London Riverside Churches
By A. E. DANIELL
Illustrated by Alexander Ansted.
Imperial i6mo, ds.
Leaves fromjthe Golden Legend
Chosen by H. D. MADGE, LL.M.
With numerous Illustrations by H. M. Watts.
Post 8vo, half linen, gilt top, 3^. 6d, net.
**Oneof the prettiest of current publications is 'Leaves from the Golden
Legend,* a small volume which is a miracle of good taste in the matters of
type, paper, illustrations and binding." — Globe,
Human Immortality
By WILLIAM JAMES
Professor of Philosophy at Harvard University.
Fourth Edition. i6mo, 2s. 6d,
** Professor James is well known as one of the most suggestive and original
writers, and as certainly the most brilliant psychologist living.

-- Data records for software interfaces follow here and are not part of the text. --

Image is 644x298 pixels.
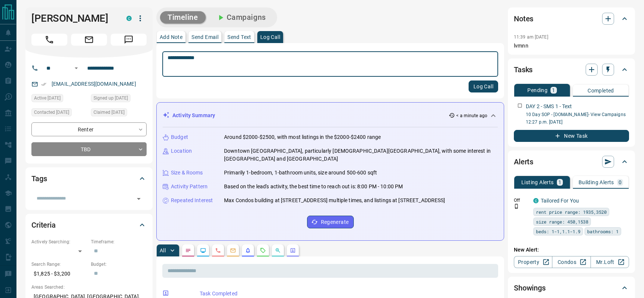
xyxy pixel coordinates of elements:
[185,248,191,254] svg: Notes
[514,256,552,268] a: Property
[533,198,538,203] div: condos.ca
[171,133,188,141] p: Budget
[514,35,548,39] p: 11:39 am [DATE]
[72,64,81,73] button: Open
[290,248,296,254] svg: Agent Actions
[31,122,147,136] div: Renter
[171,183,207,191] p: Activity Pattern
[260,248,266,254] svg: Requests
[172,112,215,119] p: Activity Summary
[94,94,128,102] span: Signed up [DATE]
[514,156,533,168] h2: Alerts
[260,35,280,39] p: Log Call
[541,198,579,204] a: Tailored For You
[230,248,236,254] svg: Emails
[514,61,629,79] div: Tasks
[31,268,87,280] p: $1,825 - $3,200
[160,35,183,39] p: Add Note
[552,88,555,93] p: 1
[91,94,147,105] div: Mon Aug 11 2025
[160,248,166,253] p: All
[215,248,221,254] svg: Calls
[111,34,147,45] span: Message
[514,246,629,254] p: New Alert:
[514,153,629,171] div: Alerts
[514,64,532,76] h2: Tasks
[521,180,554,185] p: Listing Alerts
[224,169,377,177] p: Primarily 1-bedroom, 1-bathroom units, size around 500-600 sqft
[91,238,147,245] p: Timeframe:
[307,216,354,228] button: Regenerate
[245,248,251,254] svg: Listing Alerts
[514,42,629,50] p: lvmnn
[618,180,622,185] p: 0
[590,256,629,268] a: Mr.Loft
[527,88,548,93] p: Pending
[588,88,614,93] p: Completed
[31,173,47,185] h2: Tags
[31,284,147,290] p: Areas Searched:
[200,290,495,297] p: Task Completed
[514,282,546,294] h2: Showings
[171,169,203,177] p: Size & Rooms
[224,183,403,191] p: Based on the lead's activity, the best time to reach out is: 8:00 PM - 10:00 PM
[275,248,281,254] svg: Opportunities
[578,180,614,185] p: Building Alerts
[526,112,625,117] a: 10 Day SOP - [DOMAIN_NAME]- View Campaigns
[34,94,61,102] span: Active [DATE]
[536,208,607,216] span: rent price range: 1935,3520
[228,35,251,39] p: Send Text
[552,256,590,268] a: Condos
[192,35,218,39] p: Send Email
[514,204,519,209] svg: Push Notification Only
[31,142,147,156] div: TBD
[163,108,498,122] div: Activity Summary< a minute ago
[94,108,125,116] span: Claimed [DATE]
[224,133,381,141] p: Around $2000-$2500, with most listings in the $2000-$2400 range
[526,102,572,111] p: DAY 2 - SMS 1 - Text
[31,108,87,119] div: Thu Aug 14 2025
[51,81,136,87] a: [EMAIL_ADDRESS][DOMAIN_NAME]
[31,216,147,234] div: Criteria
[31,238,87,245] p: Actively Searching:
[536,228,581,235] span: beds: 1-1,1.1-1.9
[31,219,56,231] h2: Criteria
[31,261,87,268] p: Search Range:
[71,34,107,45] span: Email
[31,34,67,45] span: Call
[224,147,498,163] p: Downtown [GEOGRAPHIC_DATA], particularly [DEMOGRAPHIC_DATA][GEOGRAPHIC_DATA], with some interest ...
[171,197,213,204] p: Repeated Interest
[31,13,115,24] h1: [PERSON_NAME]
[41,82,47,87] svg: Email Verified
[208,12,274,24] button: Campaigns
[34,108,69,116] span: Contacted [DATE]
[160,12,206,24] button: Timeline
[514,10,629,28] div: Notes
[91,108,147,119] div: Wed Aug 13 2025
[514,279,629,297] div: Showings
[514,197,529,204] p: Off
[171,147,192,155] p: Location
[536,218,588,225] span: size range: 450,1538
[134,193,144,204] button: Open
[456,112,488,119] p: < a minute ago
[558,180,561,185] p: 1
[514,130,629,142] button: New Task
[126,16,132,21] div: condos.ca
[91,261,147,268] p: Budget:
[200,248,206,254] svg: Lead Browsing Activity
[31,170,147,187] div: Tags
[526,119,629,125] p: 12:27 p.m. [DATE]
[587,228,618,235] span: bathrooms: 1
[31,94,87,105] div: Sat Aug 16 2025
[468,81,498,93] button: Log Call
[514,13,533,25] h2: Notes
[224,197,445,204] p: Max Condos building at [STREET_ADDRESS] multiple times, and listings at [STREET_ADDRESS]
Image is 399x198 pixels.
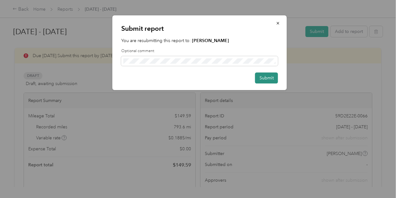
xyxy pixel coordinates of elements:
p: Submit report [121,24,278,33]
iframe: Everlance-gr Chat Button Frame [363,163,399,198]
strong: [PERSON_NAME] [192,38,229,43]
p: You are resubmitting this report to: [121,37,278,44]
label: Optional comment [121,48,278,54]
button: Submit [255,72,278,83]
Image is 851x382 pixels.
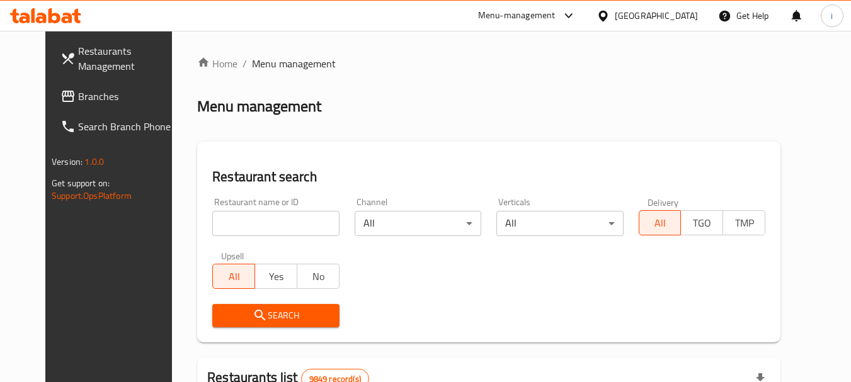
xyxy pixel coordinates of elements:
[302,268,334,286] span: No
[212,264,255,289] button: All
[52,154,82,170] span: Version:
[212,211,339,236] input: Search for restaurant name or ID..
[728,214,760,232] span: TMP
[218,268,250,286] span: All
[222,308,329,324] span: Search
[260,268,292,286] span: Yes
[638,210,681,235] button: All
[197,56,237,71] a: Home
[242,56,247,71] li: /
[830,9,832,23] span: i
[297,264,339,289] button: No
[50,36,188,81] a: Restaurants Management
[614,9,698,23] div: [GEOGRAPHIC_DATA]
[478,8,555,23] div: Menu-management
[52,175,110,191] span: Get support on:
[680,210,723,235] button: TGO
[644,214,676,232] span: All
[52,188,132,204] a: Support.OpsPlatform
[221,251,244,260] label: Upsell
[197,56,780,71] nav: breadcrumb
[212,167,765,186] h2: Restaurant search
[50,111,188,142] a: Search Branch Phone
[252,56,336,71] span: Menu management
[647,198,679,206] label: Delivery
[354,211,481,236] div: All
[197,96,321,116] h2: Menu management
[50,81,188,111] a: Branches
[212,304,339,327] button: Search
[722,210,765,235] button: TMP
[78,43,178,74] span: Restaurants Management
[78,89,178,104] span: Branches
[78,119,178,134] span: Search Branch Phone
[84,154,104,170] span: 1.0.0
[496,211,623,236] div: All
[686,214,718,232] span: TGO
[254,264,297,289] button: Yes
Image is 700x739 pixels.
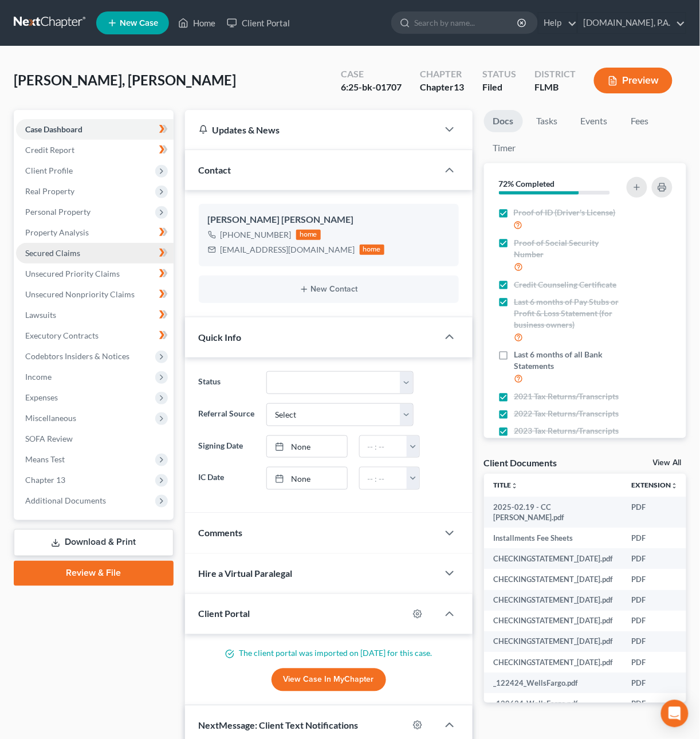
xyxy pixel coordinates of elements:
[484,497,622,529] td: 2025-02.19 - CC [PERSON_NAME].pdf
[414,12,519,33] input: Search by name...
[25,289,135,300] span: Unsecured Nonpriority Claims
[360,467,408,490] input: -- : --
[514,207,616,218] span: Proof of ID (Driver's License)
[514,296,626,331] span: Last 6 months of Pay Stubs or Profit & Loss Statement (for business owners)
[25,186,75,196] span: Real Property
[653,459,682,467] a: View All
[622,548,687,569] td: PDF
[25,331,98,340] span: Executory Contracts
[514,279,617,290] span: Credit Counseling Certificate
[193,467,261,490] label: IC Date
[420,68,464,81] div: Chapter
[25,495,106,506] span: Additional Documents
[622,110,658,132] a: Fees
[199,720,359,731] span: NextMessage: Client Text Notifications
[25,125,82,134] span: Case Dashboard
[25,413,76,423] span: Miscellaneous
[16,305,174,326] a: Lawsuits
[25,393,58,402] span: Expenses
[484,548,622,569] td: CHECKINGSTATEMENT_[DATE].pdf
[16,264,174,284] a: Unsecured Priority Claims
[484,569,622,590] td: CHECKINGSTATEMENT_[DATE].pdf
[483,68,517,81] div: Status
[622,631,687,652] td: PDF
[172,13,221,33] a: Home
[120,19,158,27] span: New Case
[16,284,174,305] a: Unsecured Nonpriority Claims
[622,673,687,693] td: PDF
[267,467,347,490] a: None
[199,165,232,176] span: Contact
[25,455,64,464] span: Means Test
[535,68,576,81] div: District
[193,403,261,426] label: Referral Source
[420,81,464,94] div: Chapter
[484,652,622,673] td: CHECKINGSTATEMENT_[DATE].pdf
[221,244,356,255] div: [EMAIL_ADDRESS][DOMAIN_NAME]
[535,81,576,94] div: FLMB
[494,481,518,490] a: Titleunfold_more
[511,483,518,490] i: unfold_more
[25,269,120,278] span: Unsecured Priority Claims
[528,110,568,132] a: Tasks
[16,326,174,346] a: Executory Contracts
[622,528,687,548] td: PDF
[272,669,386,691] a: View Case in MyChapter
[221,13,295,33] a: Client Portal
[539,13,577,33] a: Help
[483,81,517,94] div: Filed
[484,693,622,714] td: _120624_WellsFargo.pdf
[360,244,385,255] div: home
[622,569,687,590] td: PDF
[296,230,322,240] div: home
[622,497,687,529] td: PDF
[484,631,622,652] td: CHECKINGSTATEMENT_[DATE].pdf
[199,568,293,579] span: Hire a Virtual Paralegal
[16,428,174,449] a: SOFA Review
[199,648,459,659] p: The client portal was imported on [DATE] for this case.
[594,68,673,93] button: Preview
[514,425,619,437] span: 2023 Tax Returns/Transcripts
[360,436,408,458] input: -- : --
[208,213,450,227] div: [PERSON_NAME] [PERSON_NAME]
[16,222,174,243] a: Property Analysis
[14,71,236,88] span: [PERSON_NAME], [PERSON_NAME]
[25,351,130,361] span: Codebtors Insiders & Notices
[661,700,689,728] div: Open Intercom Messenger
[578,13,686,33] a: [DOMAIN_NAME], P.A.
[16,119,174,140] a: Case Dashboard
[25,248,81,258] span: Secured Claims
[454,81,464,92] span: 13
[484,528,622,548] td: Installments Fee Sheets
[514,391,619,402] span: 2021 Tax Returns/Transcripts
[631,481,678,490] a: Extensionunfold_more
[671,483,678,490] i: unfold_more
[622,693,687,714] td: PDF
[622,591,687,611] td: PDF
[622,611,687,631] td: PDF
[484,591,622,611] td: CHECKINGSTATEMENT_[DATE].pdf
[193,372,261,395] label: Status
[199,332,242,343] span: Quick Info
[514,408,619,419] span: 2022 Tax Returns/Transcripts
[572,110,617,132] a: Events
[514,238,626,260] span: Proof of Social Security Number
[199,124,424,136] div: Updates & News
[341,68,401,81] div: Case
[25,207,91,216] span: Personal Property
[25,145,75,154] span: Credit Report
[341,81,401,94] div: 6:25-bk-01707
[25,227,89,238] span: Property Analysis
[14,529,174,557] a: Download & Print
[208,285,450,294] button: New Contact
[199,528,243,539] span: Comments
[14,561,174,586] a: Review & File
[25,434,73,444] span: SOFA Review
[514,349,626,372] span: Last 6 months of all Bank Statements
[25,310,56,320] span: Lawsuits
[25,165,73,176] span: Client Profile
[221,229,292,241] div: [PHONE_NUMBER]
[193,435,261,458] label: Signing Date
[484,137,525,160] a: Timer
[484,673,622,693] td: _122424_WellsFargo.pdf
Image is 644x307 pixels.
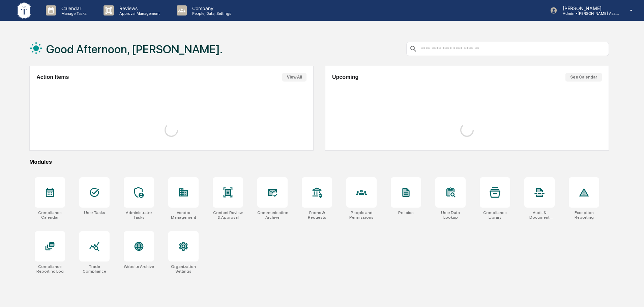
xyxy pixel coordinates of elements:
div: Trade Compliance [79,264,110,273]
p: [PERSON_NAME] [557,5,620,11]
h2: Action Items [37,74,69,80]
div: Compliance Reporting Log [35,264,65,273]
div: Content Review & Approval [213,210,243,219]
div: Modules [29,158,609,165]
div: Administrator Tasks [124,210,154,219]
h2: Upcoming [332,74,359,80]
div: Compliance Library [480,210,510,219]
div: Communications Archive [257,210,287,219]
p: Company [187,5,235,11]
img: logo [16,1,32,20]
h1: Good Afternoon, [PERSON_NAME]. [46,43,223,56]
div: Vendor Management [168,210,199,219]
p: People, Data, Settings [187,11,235,16]
div: Organization Settings [168,264,199,273]
div: Website Archive [124,264,154,269]
div: Exception Reporting [568,210,599,219]
div: People and Permissions [346,210,376,219]
p: Calendar [56,5,90,11]
p: Reviews [114,5,163,11]
p: Admin • [PERSON_NAME] Asset Management LLC [557,11,620,16]
button: View All [282,72,306,82]
div: Forms & Requests [302,210,332,219]
p: Approval Management [114,11,163,16]
p: Manage Tasks [56,11,90,16]
div: User Data Lookup [435,210,465,219]
div: Audit & Document Logs [524,210,554,219]
button: See Calendar [565,72,602,82]
div: Compliance Calendar [35,210,65,219]
div: User Tasks [84,210,105,215]
div: Policies [398,210,413,215]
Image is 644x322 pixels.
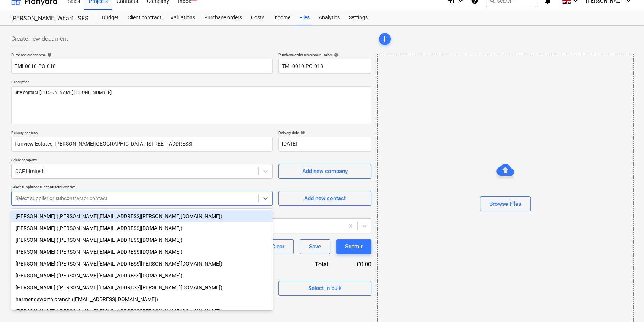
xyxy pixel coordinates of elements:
div: Total [275,260,340,269]
textarea: Site contact [PERSON_NAME] [PHONE_NUMBER] [11,86,371,124]
div: [PERSON_NAME] ([PERSON_NAME][EMAIL_ADDRESS][DOMAIN_NAME]) [11,222,273,234]
div: Andrew Thomas (andrew.thomas5@ccfltd.co.uk) [11,246,273,258]
a: Valuations [166,10,200,25]
div: [PERSON_NAME] Wharf - SFS [11,15,88,23]
div: Tracey Chittenden (tracey.chittenden2@ccfltd.co.uk) [11,222,273,234]
iframe: Chat Widget [607,286,644,322]
a: Analytics [314,10,345,25]
div: [PERSON_NAME] ([PERSON_NAME][EMAIL_ADDRESS][PERSON_NAME][DOMAIN_NAME]) [11,258,273,270]
p: Select company [11,157,273,164]
a: Costs [247,10,269,25]
p: Select supplier or subcontractor contact [11,185,273,191]
div: [PERSON_NAME] ([PERSON_NAME][EMAIL_ADDRESS][PERSON_NAME][DOMAIN_NAME]) [11,211,273,222]
button: Browse Files [480,197,531,212]
button: Add new contact [278,191,371,206]
a: Files [295,10,314,25]
div: Nicole Price (nicole.price@ccfltd.co.uk) [11,234,273,246]
button: Save [299,239,331,254]
p: Description [11,79,371,86]
div: [PERSON_NAME] ([PERSON_NAME][EMAIL_ADDRESS][DOMAIN_NAME]) [11,246,273,258]
span: Create new document [11,35,68,43]
a: Purchase orders [200,10,247,25]
span: add [381,35,390,43]
button: Select in bulk [278,281,371,295]
button: Add new company [278,164,371,178]
div: Delivery date [278,131,371,135]
a: Income [269,10,295,25]
div: [PERSON_NAME] ([PERSON_NAME][EMAIL_ADDRESS][PERSON_NAME][DOMAIN_NAME]) [11,305,273,317]
div: [PERSON_NAME] ([PERSON_NAME][EMAIL_ADDRESS][DOMAIN_NAME]) [11,234,273,246]
div: Add new company [302,167,348,176]
div: Lisa Harding (lisa.harding@ccfltd.co.uk) [11,282,273,293]
div: Select in bulk [309,283,342,293]
a: Client contract [123,10,166,25]
div: [PERSON_NAME] ([PERSON_NAME][EMAIL_ADDRESS][PERSON_NAME][DOMAIN_NAME]) [11,282,273,293]
div: Vivien Graham (Vivien.Graham@ccfltd.co.uk) [11,211,273,222]
div: Clear [272,242,285,251]
div: Purchase order name [11,52,273,57]
div: harmondsworth branch (harmondsworth@ccfltd.co.uk) [11,293,273,305]
a: Settings [345,10,372,25]
div: Purchase order reference number [278,52,371,57]
div: harmondsworth branch ([EMAIL_ADDRESS][DOMAIN_NAME]) [11,293,273,305]
span: help [46,52,52,57]
button: Submit [336,239,371,254]
div: Add new contact [304,193,346,203]
div: Bela Piter (bela.pitter@ccfltd.co.uk) [11,305,273,317]
div: Browse Files [489,199,521,209]
input: Reference number [278,59,371,74]
a: Budget [98,10,123,25]
input: Document name [11,59,273,74]
span: help [299,131,305,135]
div: Darren Long (darren.long@ccfltd.co.uk) [11,270,273,282]
input: Delivery date not specified [278,137,371,152]
p: Delivery address [11,131,273,137]
div: £0.00 [340,260,371,269]
input: Delivery address [11,137,273,152]
div: [PERSON_NAME] ([PERSON_NAME][EMAIL_ADDRESS][DOMAIN_NAME]) [11,270,273,282]
button: Clear [263,239,294,254]
span: help [333,52,338,57]
div: Save [310,242,321,251]
div: Submit [345,242,363,251]
div: Steve Munns (steve.munns@ccfltd.co.uk) [11,258,273,270]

Whatever, there-
fore, he has to say on this subject is worth listening to ; for he thinks freely, and
he knows all that the scientist knows, and more too." — Spectator,
31
THE WORKS OF
GEORGE MEREDITH
Nev uniform Edition.
Crown 8vo, bound in red cloth.
With a Frontispiece in photogravure to each Volume after
Frederick Sandys, Leslie Brooke, William Hyde,
Rob Sauber, Bernard Partridge, and others.
6s. each.
THE ORDEAL OF RICHARD FEVEREL.
EVAN HARRINGTON.
SANDRA BELLONI.
VITTORIA.
RHODA FLEMING.
THE ADVENTURES OF HARRY RICHMOND.
BEAUCHAMP'S CAREER.
THE EGOIST.
DIANA OF THE CROSSWAYS.
ONE OF OUR CONQUERORS.
LORD ORMONT AND HIS AMINTA.
THE AMAZING MARRIAGE.
THE SHAVING OF SHAGPAT.
THE TRAGIC COMEDIANS.
SHORT STORIES— .
The Tale of Chloe — The House on the
Beach— Farina — The Case of General Ople
AND Lady Camper.
POEMS. 2 Volumes.
Uniform with the above, without Frontispiece,
An Essay on Comedy
and the Use of the Comic Spirit
BHtle^£i- Tanner, The Set-wood Printing Works, Frome and London.